Purple—the word triggered something in Moni’s
brain. It felt like a string from a repressed memory. Where had she seen a
strange purple lump before?
“Did you say the infection looks purple?” Moni
asked Aaron.
“Like little purple pimples, or big purple tumors,”
he replied.
“I have a picture of what they look like on a human
body,” the medical examiner said.
He turned his laptop toward Moni and she saw the
tiny purple goose pimples along the underarm of one of the corpses. It was
Mariella’s mother. Moni choked up. She had seen the body that day, but she had
barely known the girl then. Now it felt like she had lost a mother too. Moni
remembered her mother’s tranquil ebony face as she lay in her open casket. Moni
imagined a purple tumor growing out of the skin on her mother’s forehead until
it covered her face. She tried closing the eyelid, but the purple blob flung it
open.
No. That wasn’t where she had seen it.
The momentary fear stirred up the volatile mix of
memories in Moni’s mind. She found the buried coal without going back far at
all. The first day she found Mariella, she had brushed the despondent girl’s
teeth for her. Moni had seen a few purple bumps inside her mouth, just behind
her lips. She should have called the doctor. She couldn’t remember why she
didn’t. Moni didn’t understand how it had gotten overlooked during Mariella’s
check up. The doctor said the girl appeared perfectly healthy—physically, at
least.
Moni felt a chill run up her spine. Mariella had
been infected. The bacteria feasted on the iron and oxygen in her blood. It
churned out sulfuric acid inside her body. And yet, the girl showed no ill effects.

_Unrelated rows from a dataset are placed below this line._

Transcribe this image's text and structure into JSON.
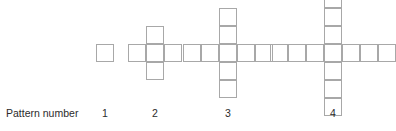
{
  "figure": {
    "caption_label": "Pattern number",
    "cell_size": 18,
    "axis_y": 53,
    "stroke_color": "#a8a8a8",
    "text_color": "#2b2b2b",
    "background": "#ffffff",
    "shape": "plus",
    "patterns": [
      {
        "label": "1",
        "center_x": 105,
        "arm_length": 0,
        "square_count": 1,
        "width_in_cells": 1,
        "height_in_cells": 1
      },
      {
        "label": "2",
        "center_x": 155,
        "arm_length": 1,
        "square_count": 5,
        "width_in_cells": 3,
        "height_in_cells": 3
      },
      {
        "label": "3",
        "center_x": 228,
        "arm_length": 2,
        "square_count": 9,
        "width_in_cells": 5,
        "height_in_cells": 5
      },
      {
        "label": "4",
        "center_x": 333,
        "arm_length": 3,
        "square_count": 13,
        "width_in_cells": 7,
        "height_in_cells": 7
      }
    ]
  }
}
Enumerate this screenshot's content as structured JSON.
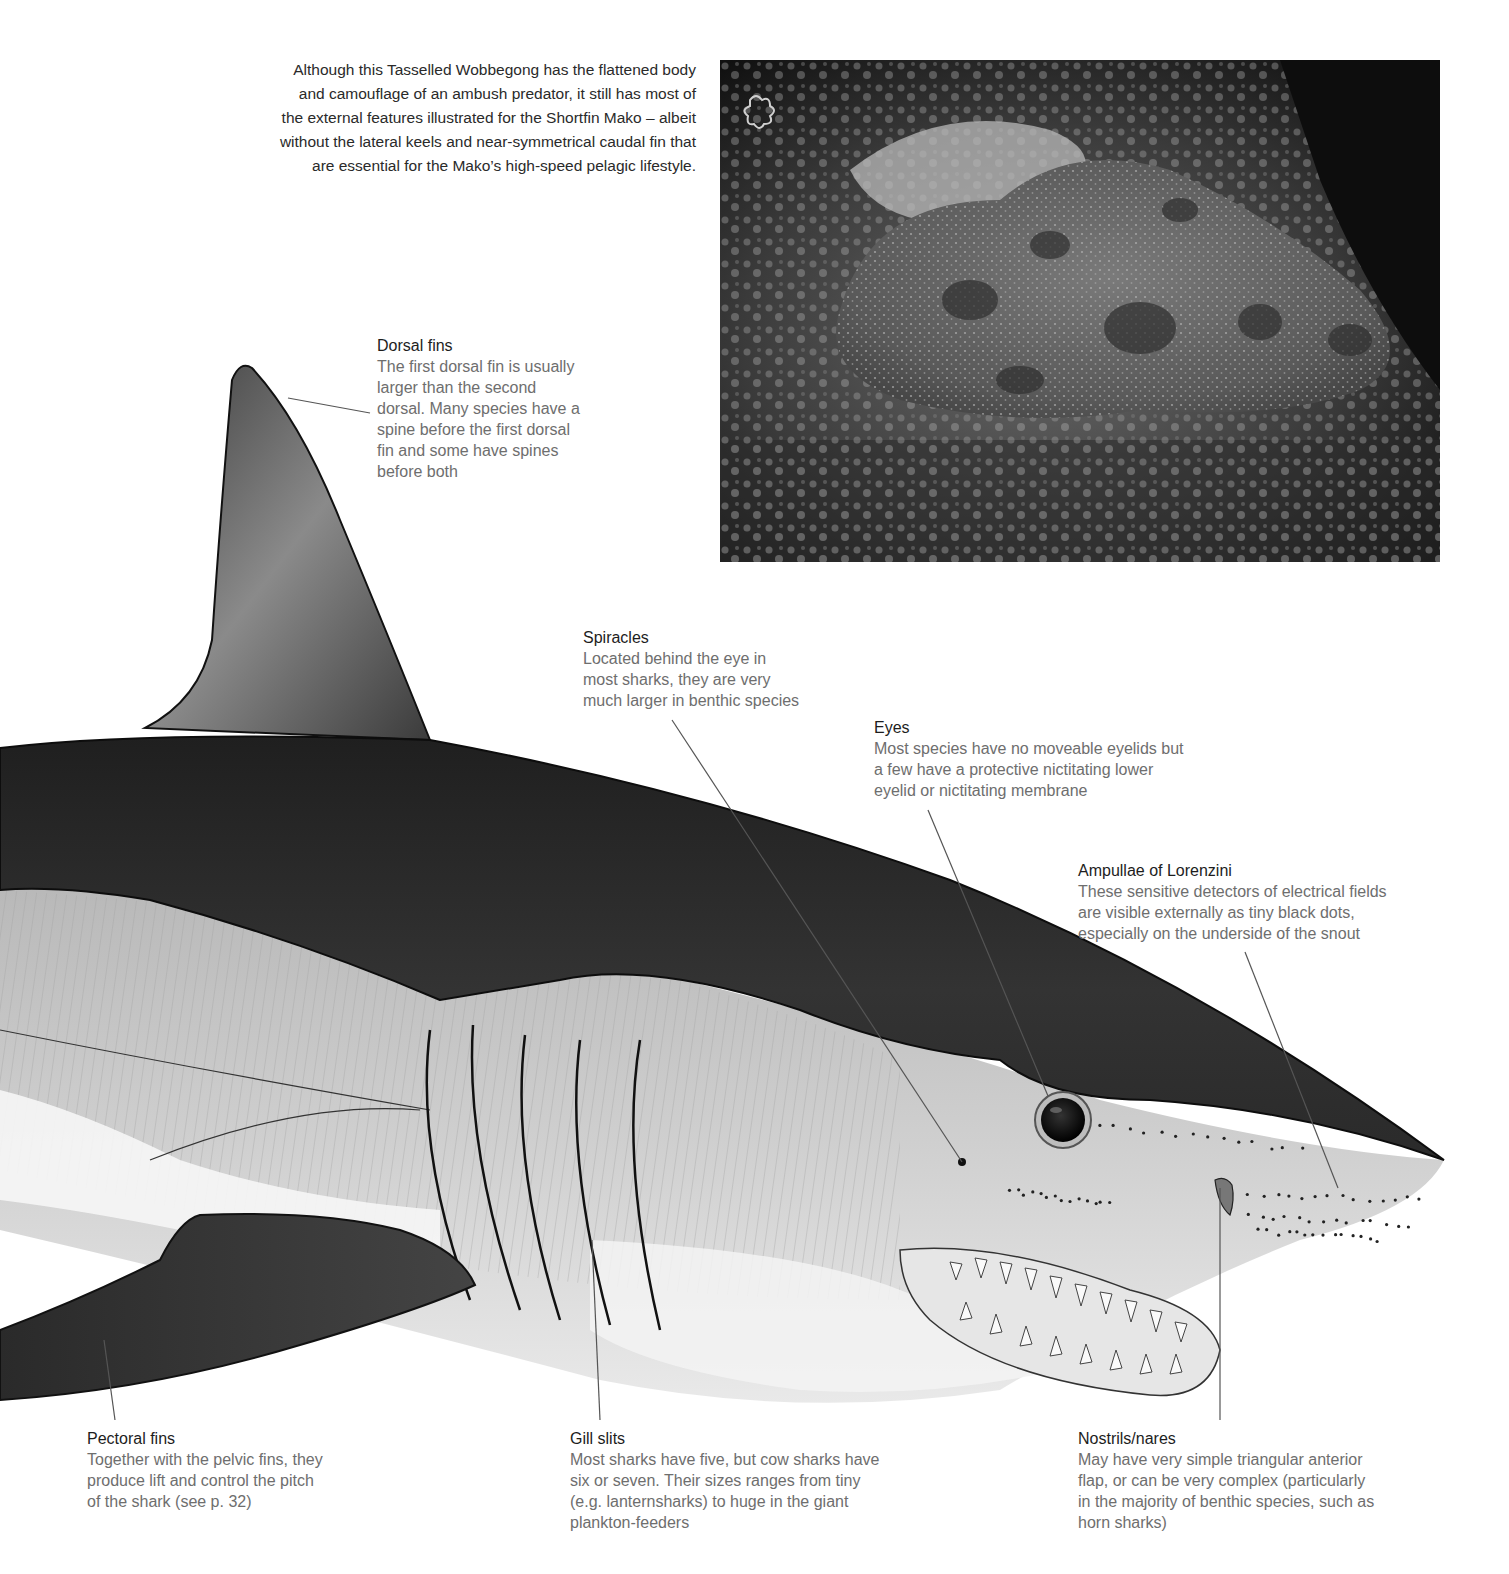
{
  "caption": "Although this Tasselled Wobbegong has the flattened body and camouflage of an ambush predator, it still has most of the external features illustrated for the Shortfin Mako – albeit without the lateral keels and near-symmetrical caudal fin that are essential for the Mako’s high-speed pelagic lifestyle.",
  "caption_lines": [
    "Although this Tasselled Wobbegong has the flattened body",
    "and camouflage of an ambush predator, it still has most of",
    "the external features illustrated for the Shortfin Mako – albeit",
    "without the lateral keels and near-symmetrical caudal fin that",
    "are essential for the Mako’s high-speed pelagic lifestyle."
  ],
  "photo": {
    "subject": "Tasselled Wobbegong on reef"
  },
  "illustration": {
    "subject": "Shortfin Mako head, side view"
  },
  "labels": {
    "dorsal": {
      "title": "Dorsal fins",
      "lines": [
        "The first dorsal fin is usually",
        "larger than the second",
        "dorsal. Many species have a",
        "spine before the first dorsal",
        "fin and some have spines",
        "before both"
      ]
    },
    "spiracles": {
      "title": "Spiracles",
      "lines": [
        "Located behind the eye in",
        "most sharks, they are very",
        "much larger in benthic species"
      ]
    },
    "eyes": {
      "title": "Eyes",
      "lines": [
        "Most species have no moveable eyelids but",
        "a few have a protective nictitating lower",
        "eyelid or nictitating membrane"
      ]
    },
    "ampullae": {
      "title": "Ampullae of Lorenzini",
      "lines": [
        "These sensitive detectors of electrical fields",
        "are visible externally as tiny black dots,",
        "especially on the underside of the snout"
      ]
    },
    "pectoral": {
      "title": "Pectoral fins",
      "lines": [
        "Together with the pelvic fins, they",
        "produce lift and control the pitch",
        "of the shark (see p. 32)"
      ]
    },
    "gills": {
      "title": "Gill slits",
      "lines": [
        "Most sharks have five, but cow sharks have",
        "six or seven. Their sizes ranges from tiny",
        "(e.g. lanternsharks) to huge in the giant",
        "plankton-feeders"
      ]
    },
    "nostrils": {
      "title": "Nostrils/nares",
      "lines": [
        "May have very simple triangular anterior",
        "flap, or can be very complex (particularly",
        "in the majority of benthic species, such as",
        "horn sharks)"
      ]
    }
  }
}
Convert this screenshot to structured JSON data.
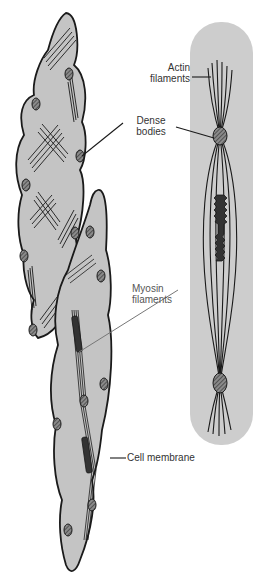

Moni couldn’t see how she could shake that off. Maybe Mariella beat the
infection.
“So you’re not sure if the bacteria kill people?”
Moni asked Aaron.
Aaron opened his mouth, but before he got a word
out, his professor answered for him. “They should feel sick, but I can’t say
for sure it would kill them by itself. Thiobacillus shouldn’t even survive
inside people or animals. It belongs in sulfur- and iron-rich water. The lagoon
doesn’t fit that bill and neither does the bloodstream, which has trace amounts
of iron. It’s possible that the bacteria may starve to death inside the host’s
body before it kills them. We really can’t say unless we find a living person
with an infection.”
They could test Mariella for the bacteria, Moni
thought. If she had the infection, they could finally learn how it acted inside
a human host. What would happen then? They would rip the girl from her hands
and zip her up in a quarantine tent. With Mariella’s fragile mind still scarred
from her parents’ deaths, they’d lock her away with nothing keeping her company
besides her torturous thoughts.
Moni couldn’t let that happen. So she kept her
mouth shut. It did no good.
“Wasn’t Mariella out in the mangroves all night?”
Skillings asked as she sent Moni a needling glare that was thinly-veiled as a
look of concern. “We should get her tested for the bacteria.”
“Good idea,” Sneed chimed in. “While we’re at it,
let’s give her vocal cords a good tune up.”